Social Justice or Biblical Justice?


My friend, Ron Calhoun, is a retired missionary and educator.  He served for 37 years, primarily in South Africa.  Ron is a tremendous Bible scholar, missionary, and deep Christian.  He observes the contrast between the prevailing neo-Marxist model of social justice and a Biblical view of justice.

"It is essential to note here that the Old Testament teaching on social justice is not compatible with the Marxist teaching on social justice.  It is impossible to wed the two.  The OT teaching begins with a God who loves all human persons, the rich and the poor.  God promotes a revolution of love.  He addresses those rich who are guilty of oppressing the poor, reminds them of his love for the poor, advises the rich that they are to love the poor as he does, and warns of his judgment if they do not treat the poor compassionately and with justice.
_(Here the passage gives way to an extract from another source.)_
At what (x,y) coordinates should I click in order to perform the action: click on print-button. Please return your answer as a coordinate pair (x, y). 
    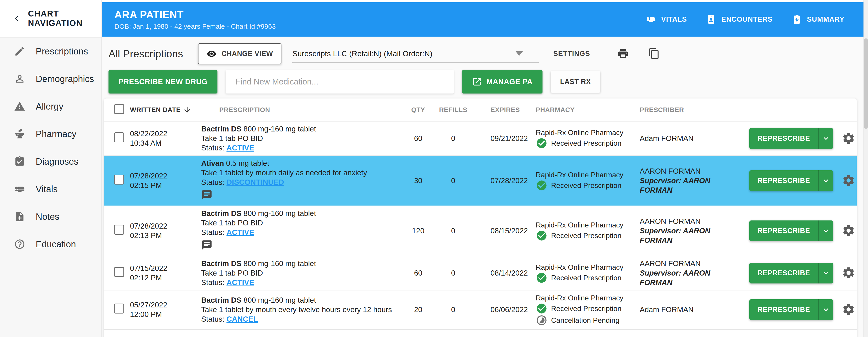
    Looking at the image, I should click on (623, 54).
"Marxism, at its base, eliminates God from the equation.  The pattern of history is determined by economic forces which mysteriously move forward in a dialectical manner.  The capitalist-oppressor class and the oppressed-laborer class are caught up in stages of ongoing struggle until, finally, a classless society emerges.
"Marxism promotes a revolution of hate.  It addresses the poor as a class inciting them to indiscriminate violent revolution against the rich as a class.  What is supposed to emerge is a society of redistributed wealth in which each individual gives according to his-her ability and each receives according to his-her need.
"Of course, the fallible, fallen persons who implement the system are the ones who determine what each person's ability is and the need each person actually has.  It is a system of external compulsion, not of freely chosen love, and thus reduces persons under the system to manipulated pawns, lacking freedom and unable to build righteous character through freely chosen, right choices producing just and compassionate action toward the poor."
From Ronald C. Calhoun (2013).  Life in the Image of God:  The Sermon on the Mount as a hillside holiness message.  West Bow Press, p. 225-226.